Water companies must bridge the PR19 operational gap

The operational performance of water companies has been a growing concern. There has been criticism of both the level of performance and the postcode lottery where customers have received differing levels of service depending where they live. It has also been very difficult to get the right information to compare performance across the sector.

Ofwat responded, at the back-end of PR14, by providing a comparative assessment of five common performance commitments linked to upper quartile performance targets. Now, though, they have stepped up that focus further.

The PR19 methodology consultation has made it clear that there will be new higher expectations of company performance across 14 common operational and customer measures. This will also make it possible, for the first time, to make meaningful comparisons between companies.

However, companies need to understand that the prime reason behind the new measures is to raise the operational performance of the sector, and that is going to be challenging. Ofwat has underlined that it wants stretching targets on all 14 of the common performance commitments.

On particularly key commitments – water quality compliance, water supply interruptions, internal sewer flooding and pollution incidents – it has gone a step further. It wants commitment levels for the entire period to meet at least the forecast level for upper quartile performance in 2024/25.


“ need to recognise that a step change in performance will also need a step change in approach and that means embracing new ideas.”


There will also be no glide-path for any of the common performance commitments, so the stretching performance targets will have to be met from day one of AMP7. Add in plans for ambitious leakage targets to meet the challenge laid down by Defra in its draft strategic policy statement, and it is clear that Ofwat means business on improving operational performance.

At its City briefing on the methodology, Ofwat made clear that PR19 will be tough on “average” companies and that those who find themselves at the bottom of the league on efficiency will be subject to particular scrutiny.

They also highlighted that where Ofwat chooses to intervene through the price review process and adjust a company’s PR19 performance commitments for not being stretching enough, that company will inevitably start AMP7 behind and incur more penalties under the ODI regime. This is because the ODI penalties themselves will also be more severe. Ofwat favours enhanced penalties on common performance commitments which will make the financial hit even bigger for those companies that don’t deliver the requisite performance.

Although the outlook for some companies may seem bleak when it comes to meeting the operational challenges Ofwat is setting them, the good news is that their fates rest in their own hands. Companies can start today on developing a genuinely detailed, accurate and defensible understanding of their businesses.

This should include understanding the efficiency frontier, baselining current operational performance, and assessing the capabilities of staff and management teams. They should also look to maximise the benefit of existing supply chain contracts and alliances, and learn from best practice inside and outside the sector.

Companies must be open to one of Ofwat’s other big themes for PR19 – innovation. In the light of that, can any company facing an operational gap choose to do things the same way it always has? They need to recognise that a step change in performance will also need a step change in approach and that means embracing new ideas.

The operational gap is eminently bridgeable, but only with a healthy dose of honesty about current performance backed up by open-minded and strong leadership.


- **Goal of the exercise**
With the pictures excluded, repeat every entry exactly.

Dataset listings of figures
- - -

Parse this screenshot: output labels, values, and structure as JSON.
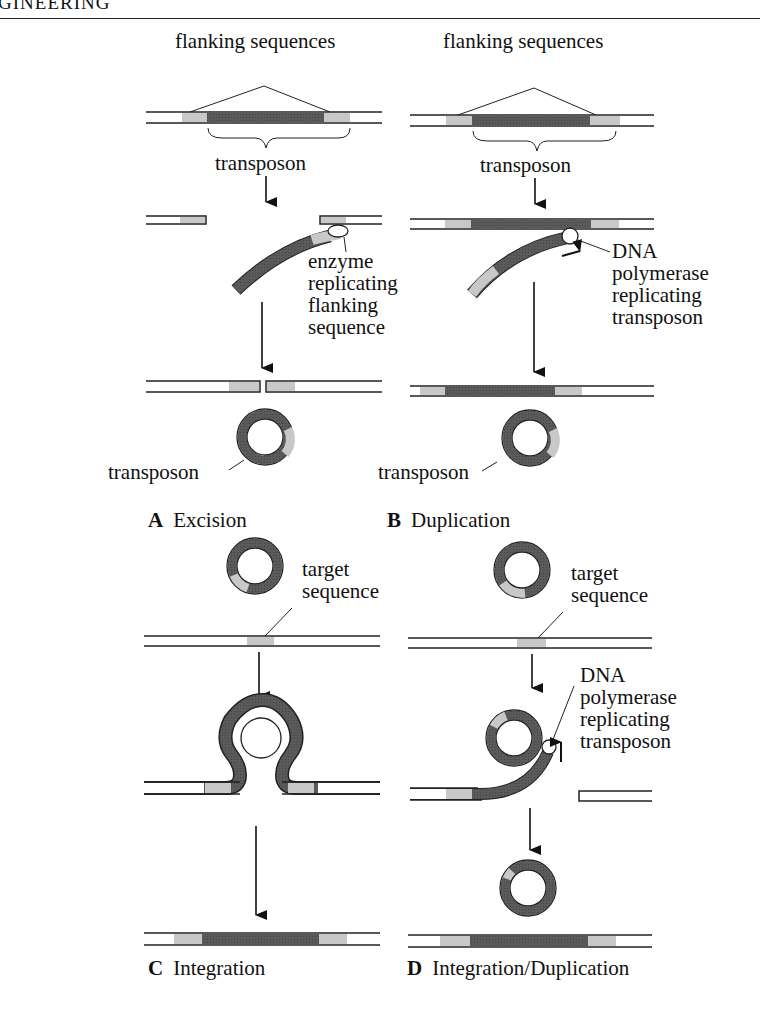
{
  "header": {
    "running_title": "GINEERING"
  },
  "colors": {
    "transposon": "#555555",
    "flanking": "#c8c8c8",
    "dna_line": "#222222",
    "background": "#ffffff"
  },
  "panels": [
    {
      "id": "A",
      "letter": "A",
      "title": "Excision",
      "labels": {
        "top": "flanking sequences",
        "brace": "transposon",
        "enzyme_1": "enzyme",
        "enzyme_2": "replicating",
        "enzyme_3": "flanking",
        "enzyme_4": "sequence",
        "circle": "transposon"
      }
    },
    {
      "id": "B",
      "letter": "B",
      "title": "Duplication",
      "labels": {
        "top": "flanking sequences",
        "brace": "transposon",
        "poly_1": "DNA",
        "poly_2": "polymerase",
        "poly_3": "replicating",
        "poly_4": "transposon",
        "circle": "transposon"
      }
    },
    {
      "id": "C",
      "letter": "C",
      "title": "Integration",
      "labels": {
        "target_1": "target",
        "target_2": "sequence"
      }
    },
    {
      "id": "D",
      "letter": "D",
      "title": "Integration/Duplication",
      "labels": {
        "target_1": "target",
        "target_2": "sequence",
        "poly_1": "DNA",
        "poly_2": "polymerase",
        "poly_3": "replicating",
        "poly_4": "transposon"
      }
    }
  ]
}
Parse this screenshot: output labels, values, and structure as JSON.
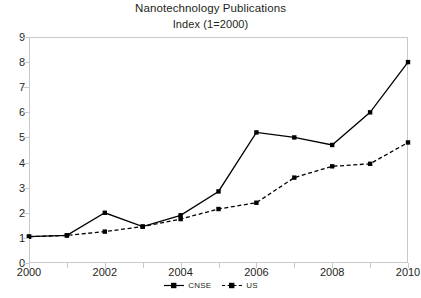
{
  "chart_data": {
    "type": "line",
    "title": "Nanotechnology Publications",
    "subtitle": "Index (1=2000)",
    "xlabel": "",
    "ylabel": "",
    "x": [
      2000,
      2001,
      2002,
      2003,
      2004,
      2005,
      2006,
      2007,
      2008,
      2009,
      2010
    ],
    "xtick_labels": [
      "2000",
      "",
      "2002",
      "",
      "2004",
      "",
      "2006",
      "",
      "2008",
      "",
      "2010"
    ],
    "xlim": [
      2000,
      2010
    ],
    "ylim": [
      0,
      9
    ],
    "ytick_labels": [
      "0",
      "1",
      "2",
      "3",
      "4",
      "5",
      "6",
      "7",
      "8",
      "9"
    ],
    "yticks": [
      0,
      1,
      2,
      3,
      4,
      5,
      6,
      7,
      8,
      9
    ],
    "grid": false,
    "legend_position": "bottom",
    "line_color": "#000000",
    "frame_color": "#c9c9c9",
    "series": [
      {
        "name": "CNSE",
        "style": "solid",
        "marker": "square",
        "values": [
          1.05,
          1.1,
          2.0,
          1.45,
          1.9,
          2.85,
          5.2,
          5.0,
          4.7,
          6.0,
          8.0
        ]
      },
      {
        "name": "US",
        "style": "dashed",
        "marker": "square",
        "values": [
          1.05,
          1.1,
          1.25,
          1.45,
          1.75,
          2.15,
          2.4,
          3.4,
          3.85,
          3.95,
          4.8
        ]
      }
    ]
  },
  "legend": {
    "items": [
      {
        "label": "CNSE"
      },
      {
        "label": "US"
      }
    ]
  }
}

- - -

- **Reply**
Parse this screenshot: output labels, values, and structure as JSON.
{
  "header": {
    "running_title": "GINEERING"
  },
  "colors": {
    "transposon": "#555555",
    "flanking": "#c8c8c8",
    "dna_line": "#222222",
    "background": "#ffffff"
  },
  "panels": [
    {
      "id": "A",
      "letter": "A",
      "title": "Excision",
      "labels": {
        "top": "flanking sequences",
        "brace": "transposon",
        "enzyme_1": "enzyme",
        "enzyme_2": "replicating",
        "enzyme_3": "flanking",
        "enzyme_4": "sequence",
        "circle": "transposon"
      }
    },
    {
      "id": "B",
      "letter": "B",
      "title": "Duplication",
      "labels": {
        "top": "flanking sequences",
        "brace": "transposon",
        "poly_1": "DNA",
        "poly_2": "polymerase",
        "poly_3": "replicating",
        "poly_4": "transposon",
        "circle": "transposon"
      }
    },
    {
      "id": "C",
      "letter": "C",
      "title": "Integration",
      "labels": {
        "target_1": "target",
        "target_2": "sequence"
      }
    },
    {
      "id": "D",
      "letter": "D",
      "title": "Integration/Duplication",
      "labels": {
        "target_1": "target",
        "target_2": "sequence",
        "poly_1": "DNA",
        "poly_2": "polymerase",
        "poly_3": "replicating",
        "poly_4": "transposon"
      }
    }
  ]
}
Parse this screenshot: output labels, values, and structure as JSON.
{
  "chart_data": {
    "type": "line",
    "title": "Nanotechnology Publications",
    "subtitle": "Index (1=2000)",
    "xlabel": "",
    "ylabel": "",
    "x": [
      2000,
      2001,
      2002,
      2003,
      2004,
      2005,
      2006,
      2007,
      2008,
      2009,
      2010
    ],
    "xtick_labels": [
      "2000",
      "",
      "2002",
      "",
      "2004",
      "",
      "2006",
      "",
      "2008",
      "",
      "2010"
    ],
    "xlim": [
      2000,
      2010
    ],
    "ylim": [
      0,
      9
    ],
    "ytick_labels": [
      "0",
      "1",
      "2",
      "3",
      "4",
      "5",
      "6",
      "7",
      "8",
      "9"
    ],
    "yticks": [
      0,
      1,
      2,
      3,
      4,
      5,
      6,
      7,
      8,
      9
    ],
    "grid": false,
    "legend_position": "bottom",
    "line_color": "#000000",
    "frame_color": "#c9c9c9",
    "series": [
      {
        "name": "CNSE",
        "style": "solid",
        "marker": "square",
        "values": [
          1.05,
          1.1,
          2.0,
          1.45,
          1.9,
          2.85,
          5.2,
          5.0,
          4.7,
          6.0,
          8.0
        ]
      },
      {
        "name": "US",
        "style": "dashed",
        "marker": "square",
        "values": [
          1.05,
          1.1,
          1.25,
          1.45,
          1.75,
          2.15,
          2.4,
          3.4,
          3.85,
          3.95,
          4.8
        ]
      }
    ]
  },
  "legend": {
    "items": [
      {
        "label": "CNSE"
      },
      {
        "label": "US"
      }
    ]
  }
}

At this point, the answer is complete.